Mauritius

Article

Mauritius is a recurring place in the Astral Codex Ten archive, appearing 2 times across 2 issues between July 01, 2021 and January 11, 2024. The archive places it in contexts such as “East Asian countries and Mauritius (which sounds fascinating, and which I should try to learn more about)”; “zones led to broader economic liberalization in Mauritius”. It most often appears alongside Africa, China, Ireland.

Metadata

  • Category: Places
  • Mention count: 2
  • Issue count: 2
  • First seen: July 01, 2021
  • Last seen: January 11, 2024

Appears In

Source Context

Recovered passages from the original issue text. When the raw archive preserved outbound links inside the source passage, they are listed directly under the quote.

July 01, 2021 · Original source
I tried tracking down the original source, and I think it’s this paper, although it lists only 13 countries: Equatorial Guinea, Greece, Hong Kong, Ireland, Israel, Japan, Mauritius, Portugal, Puerto Rico, South Korea, Singapore, Spain, Taiwan.
Equatorial Guinea struck oil. Puerto Rico is not a country. Ireland, Portugal, Spain, and Greece are European countries that missed the general First Worldification of Europe for various reasons which then went away. Israel is chosen by God. That leaves just the East Asian countries and Mauritius (which sounds fascinating, and which I should try to learn more about).
The one thing I know about Mauritius. I guess a rising tide does not lift all boats.
January 11, 2024 · Original source
Zone based reforms are a hack around the public choice challenges of nation-state reforms. Bob Haywood, former director of the World Economic Processing Zones Association, makes the case that zones address Doug North's "natural state" of oligarchy preventing liberalization because export zones don't immediately threaten the rent-seeking structures. In his experience, usually zones were adovcated by the peripheral elites - not the core elites, but the son-in-law, cousin, younger brothers, etc. who had access to elites but were not currently benefiting from rent-seeking themselves. Without zone solutions, however irregular their success, most nations tend to be stuck in the "natural state" of oligarchic rent-seeking. Haywood makes the case that zones led to broader economic liberalization in Mexico, China, Mauritius, Ireland, and elsewhere. If the benefits of zone-based reforms includes broader economic liberalization then the returns are much greater.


What you are asked to do >> Note each line of the listing that contains the string "Trench", and copy it.

Listed records >>
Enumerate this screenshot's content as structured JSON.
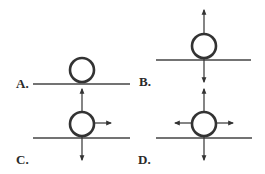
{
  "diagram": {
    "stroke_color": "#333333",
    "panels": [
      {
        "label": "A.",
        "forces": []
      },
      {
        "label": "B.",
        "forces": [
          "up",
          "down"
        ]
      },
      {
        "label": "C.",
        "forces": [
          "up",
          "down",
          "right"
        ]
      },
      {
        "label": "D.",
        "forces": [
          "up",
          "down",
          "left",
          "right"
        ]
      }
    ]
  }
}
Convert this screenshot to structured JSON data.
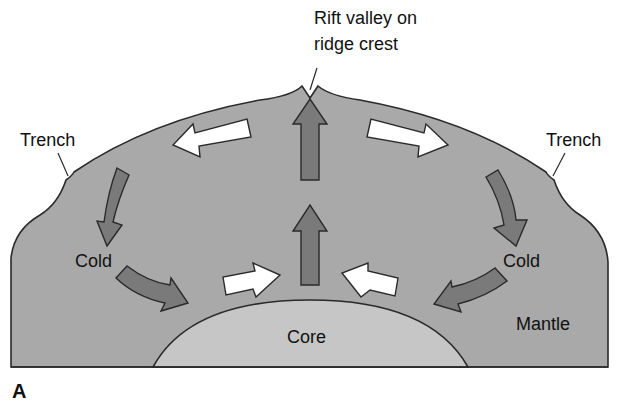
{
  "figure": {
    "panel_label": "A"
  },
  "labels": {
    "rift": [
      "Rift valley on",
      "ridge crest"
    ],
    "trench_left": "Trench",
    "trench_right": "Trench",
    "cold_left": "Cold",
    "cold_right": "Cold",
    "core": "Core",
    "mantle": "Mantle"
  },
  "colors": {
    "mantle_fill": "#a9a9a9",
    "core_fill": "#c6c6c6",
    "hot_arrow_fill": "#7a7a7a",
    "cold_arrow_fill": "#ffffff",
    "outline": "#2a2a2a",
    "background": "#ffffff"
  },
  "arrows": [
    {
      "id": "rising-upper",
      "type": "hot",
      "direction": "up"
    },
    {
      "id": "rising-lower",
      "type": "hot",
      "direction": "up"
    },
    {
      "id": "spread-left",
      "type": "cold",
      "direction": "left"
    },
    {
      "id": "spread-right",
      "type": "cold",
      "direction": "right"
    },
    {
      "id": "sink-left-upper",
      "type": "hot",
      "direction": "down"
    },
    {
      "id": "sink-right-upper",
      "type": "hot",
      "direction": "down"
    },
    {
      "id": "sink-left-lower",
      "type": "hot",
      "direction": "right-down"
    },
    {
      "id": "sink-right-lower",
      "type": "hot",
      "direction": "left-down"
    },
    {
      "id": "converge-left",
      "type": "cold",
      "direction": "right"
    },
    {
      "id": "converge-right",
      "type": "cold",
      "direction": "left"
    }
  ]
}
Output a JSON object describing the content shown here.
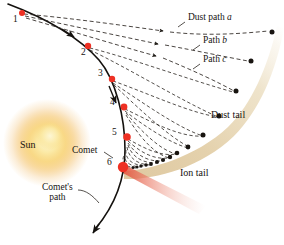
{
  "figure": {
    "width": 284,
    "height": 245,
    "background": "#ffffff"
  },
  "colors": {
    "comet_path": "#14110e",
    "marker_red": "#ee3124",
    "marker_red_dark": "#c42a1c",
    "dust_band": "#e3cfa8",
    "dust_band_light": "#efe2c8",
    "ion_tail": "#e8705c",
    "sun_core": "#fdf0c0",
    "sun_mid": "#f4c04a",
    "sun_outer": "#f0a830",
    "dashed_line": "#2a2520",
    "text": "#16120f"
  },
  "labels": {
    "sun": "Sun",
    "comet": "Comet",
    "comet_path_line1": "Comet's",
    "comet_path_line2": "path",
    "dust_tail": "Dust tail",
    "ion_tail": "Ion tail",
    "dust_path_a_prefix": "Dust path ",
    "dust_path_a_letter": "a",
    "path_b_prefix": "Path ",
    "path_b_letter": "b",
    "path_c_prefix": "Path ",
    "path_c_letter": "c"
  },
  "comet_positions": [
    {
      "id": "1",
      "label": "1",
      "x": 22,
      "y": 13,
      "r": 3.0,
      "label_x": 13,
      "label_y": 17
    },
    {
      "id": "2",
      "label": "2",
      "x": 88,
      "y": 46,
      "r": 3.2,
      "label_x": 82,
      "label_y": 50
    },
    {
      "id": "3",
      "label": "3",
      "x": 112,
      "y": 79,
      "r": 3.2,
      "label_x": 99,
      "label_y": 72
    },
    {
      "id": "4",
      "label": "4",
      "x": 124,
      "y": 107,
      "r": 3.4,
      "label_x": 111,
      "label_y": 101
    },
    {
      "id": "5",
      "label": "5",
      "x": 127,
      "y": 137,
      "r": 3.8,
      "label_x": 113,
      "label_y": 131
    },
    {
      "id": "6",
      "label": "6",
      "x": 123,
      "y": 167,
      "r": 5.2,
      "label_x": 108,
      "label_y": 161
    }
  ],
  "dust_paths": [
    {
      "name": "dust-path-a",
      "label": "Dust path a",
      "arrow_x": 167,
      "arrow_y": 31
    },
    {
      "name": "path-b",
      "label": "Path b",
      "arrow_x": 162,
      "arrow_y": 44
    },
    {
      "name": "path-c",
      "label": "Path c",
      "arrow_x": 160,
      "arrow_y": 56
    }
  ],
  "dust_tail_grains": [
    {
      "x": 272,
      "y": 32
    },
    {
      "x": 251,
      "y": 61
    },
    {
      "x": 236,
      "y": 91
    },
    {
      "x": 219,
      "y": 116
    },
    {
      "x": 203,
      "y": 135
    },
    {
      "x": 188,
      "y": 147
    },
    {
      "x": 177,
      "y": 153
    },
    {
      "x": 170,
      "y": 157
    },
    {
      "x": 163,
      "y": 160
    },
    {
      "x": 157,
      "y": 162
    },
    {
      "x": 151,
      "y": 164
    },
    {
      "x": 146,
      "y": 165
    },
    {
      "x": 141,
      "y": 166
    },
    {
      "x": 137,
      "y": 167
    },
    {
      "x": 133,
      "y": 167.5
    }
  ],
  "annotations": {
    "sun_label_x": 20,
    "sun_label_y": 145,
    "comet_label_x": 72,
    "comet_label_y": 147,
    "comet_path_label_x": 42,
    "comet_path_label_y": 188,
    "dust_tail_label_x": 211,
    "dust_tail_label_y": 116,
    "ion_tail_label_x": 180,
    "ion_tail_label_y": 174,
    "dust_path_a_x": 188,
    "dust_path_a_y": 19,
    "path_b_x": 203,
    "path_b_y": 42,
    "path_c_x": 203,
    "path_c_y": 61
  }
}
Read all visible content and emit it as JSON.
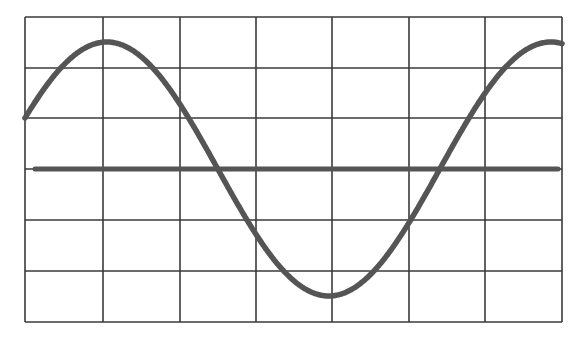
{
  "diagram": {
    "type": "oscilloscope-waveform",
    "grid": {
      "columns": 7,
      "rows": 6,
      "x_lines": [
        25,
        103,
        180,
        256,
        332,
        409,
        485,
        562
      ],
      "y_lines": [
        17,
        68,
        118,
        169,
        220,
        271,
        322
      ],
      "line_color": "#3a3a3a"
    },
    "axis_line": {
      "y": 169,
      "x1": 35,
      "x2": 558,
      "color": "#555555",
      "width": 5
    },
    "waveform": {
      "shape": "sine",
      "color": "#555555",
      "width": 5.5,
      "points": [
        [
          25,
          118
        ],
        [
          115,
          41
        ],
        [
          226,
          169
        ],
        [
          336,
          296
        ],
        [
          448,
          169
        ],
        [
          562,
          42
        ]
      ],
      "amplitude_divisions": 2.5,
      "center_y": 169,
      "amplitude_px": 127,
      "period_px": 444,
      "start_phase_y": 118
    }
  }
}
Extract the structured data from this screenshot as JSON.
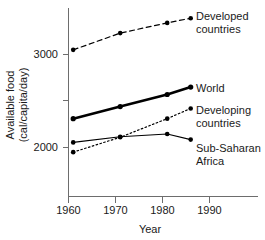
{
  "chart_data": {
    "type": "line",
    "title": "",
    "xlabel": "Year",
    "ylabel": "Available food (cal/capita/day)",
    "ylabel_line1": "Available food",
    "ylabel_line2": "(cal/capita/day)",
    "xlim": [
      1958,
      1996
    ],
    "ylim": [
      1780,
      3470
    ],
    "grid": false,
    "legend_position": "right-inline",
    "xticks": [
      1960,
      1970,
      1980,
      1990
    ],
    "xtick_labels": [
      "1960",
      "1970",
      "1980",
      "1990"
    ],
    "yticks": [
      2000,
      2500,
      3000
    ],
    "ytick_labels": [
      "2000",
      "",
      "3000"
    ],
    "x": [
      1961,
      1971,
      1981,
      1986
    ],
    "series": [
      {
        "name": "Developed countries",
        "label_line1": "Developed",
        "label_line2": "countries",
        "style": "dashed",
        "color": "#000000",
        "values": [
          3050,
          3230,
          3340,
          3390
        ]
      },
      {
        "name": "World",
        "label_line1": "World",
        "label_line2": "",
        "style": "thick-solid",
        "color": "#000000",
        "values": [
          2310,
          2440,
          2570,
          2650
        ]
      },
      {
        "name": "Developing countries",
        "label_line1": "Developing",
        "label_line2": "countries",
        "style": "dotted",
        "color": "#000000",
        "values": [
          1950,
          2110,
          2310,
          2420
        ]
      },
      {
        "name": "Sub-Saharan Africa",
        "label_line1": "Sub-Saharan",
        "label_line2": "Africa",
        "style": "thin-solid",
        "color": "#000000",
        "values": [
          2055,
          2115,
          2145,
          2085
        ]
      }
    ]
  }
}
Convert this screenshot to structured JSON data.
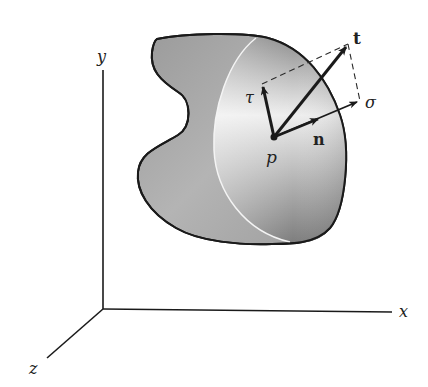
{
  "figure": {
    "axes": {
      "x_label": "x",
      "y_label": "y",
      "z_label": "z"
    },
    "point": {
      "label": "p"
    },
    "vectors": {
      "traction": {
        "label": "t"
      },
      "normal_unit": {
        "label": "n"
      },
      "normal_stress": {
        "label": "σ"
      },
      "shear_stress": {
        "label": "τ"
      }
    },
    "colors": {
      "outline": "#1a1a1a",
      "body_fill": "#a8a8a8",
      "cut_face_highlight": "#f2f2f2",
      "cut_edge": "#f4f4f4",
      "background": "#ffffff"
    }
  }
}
...
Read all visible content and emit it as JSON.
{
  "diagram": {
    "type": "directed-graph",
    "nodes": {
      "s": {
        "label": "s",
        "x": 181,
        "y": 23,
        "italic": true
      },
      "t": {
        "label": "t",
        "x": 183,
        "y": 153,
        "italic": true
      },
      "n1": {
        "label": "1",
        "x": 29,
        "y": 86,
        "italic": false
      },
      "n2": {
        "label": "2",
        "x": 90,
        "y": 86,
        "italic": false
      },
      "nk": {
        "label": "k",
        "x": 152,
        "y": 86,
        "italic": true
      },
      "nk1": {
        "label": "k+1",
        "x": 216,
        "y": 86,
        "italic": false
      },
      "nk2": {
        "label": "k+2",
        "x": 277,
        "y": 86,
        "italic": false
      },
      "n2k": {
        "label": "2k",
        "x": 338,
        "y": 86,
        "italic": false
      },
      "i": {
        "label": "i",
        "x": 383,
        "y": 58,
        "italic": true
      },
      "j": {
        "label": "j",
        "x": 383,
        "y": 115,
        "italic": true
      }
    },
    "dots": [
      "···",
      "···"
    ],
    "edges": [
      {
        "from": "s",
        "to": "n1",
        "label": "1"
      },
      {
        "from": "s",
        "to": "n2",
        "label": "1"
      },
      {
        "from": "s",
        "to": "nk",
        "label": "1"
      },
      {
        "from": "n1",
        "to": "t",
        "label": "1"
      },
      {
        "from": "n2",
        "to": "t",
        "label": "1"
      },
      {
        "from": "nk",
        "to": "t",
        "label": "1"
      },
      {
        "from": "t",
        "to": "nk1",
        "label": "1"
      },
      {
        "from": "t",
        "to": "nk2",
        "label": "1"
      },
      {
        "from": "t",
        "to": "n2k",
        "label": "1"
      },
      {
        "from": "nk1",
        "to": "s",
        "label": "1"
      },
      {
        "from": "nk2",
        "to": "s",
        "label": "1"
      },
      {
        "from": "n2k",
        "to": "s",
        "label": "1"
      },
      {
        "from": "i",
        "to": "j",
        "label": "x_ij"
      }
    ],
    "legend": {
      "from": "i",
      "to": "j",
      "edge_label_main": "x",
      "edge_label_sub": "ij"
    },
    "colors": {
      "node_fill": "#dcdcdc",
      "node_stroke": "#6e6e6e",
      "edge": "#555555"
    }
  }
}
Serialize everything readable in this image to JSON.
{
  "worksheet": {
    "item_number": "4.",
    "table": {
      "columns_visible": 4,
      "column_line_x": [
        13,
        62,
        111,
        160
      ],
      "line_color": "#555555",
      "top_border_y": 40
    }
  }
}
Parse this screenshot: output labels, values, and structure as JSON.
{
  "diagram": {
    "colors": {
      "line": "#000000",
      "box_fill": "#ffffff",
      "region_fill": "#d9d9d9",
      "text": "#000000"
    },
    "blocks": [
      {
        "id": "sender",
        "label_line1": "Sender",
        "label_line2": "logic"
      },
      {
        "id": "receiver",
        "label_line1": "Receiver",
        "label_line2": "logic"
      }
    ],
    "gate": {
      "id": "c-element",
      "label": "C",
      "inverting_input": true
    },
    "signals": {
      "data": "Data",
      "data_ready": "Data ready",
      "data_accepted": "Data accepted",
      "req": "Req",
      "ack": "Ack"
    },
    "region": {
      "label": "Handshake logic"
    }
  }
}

Final answer >>
    "trench_left": "Trench",
    "trench_right": "Trench",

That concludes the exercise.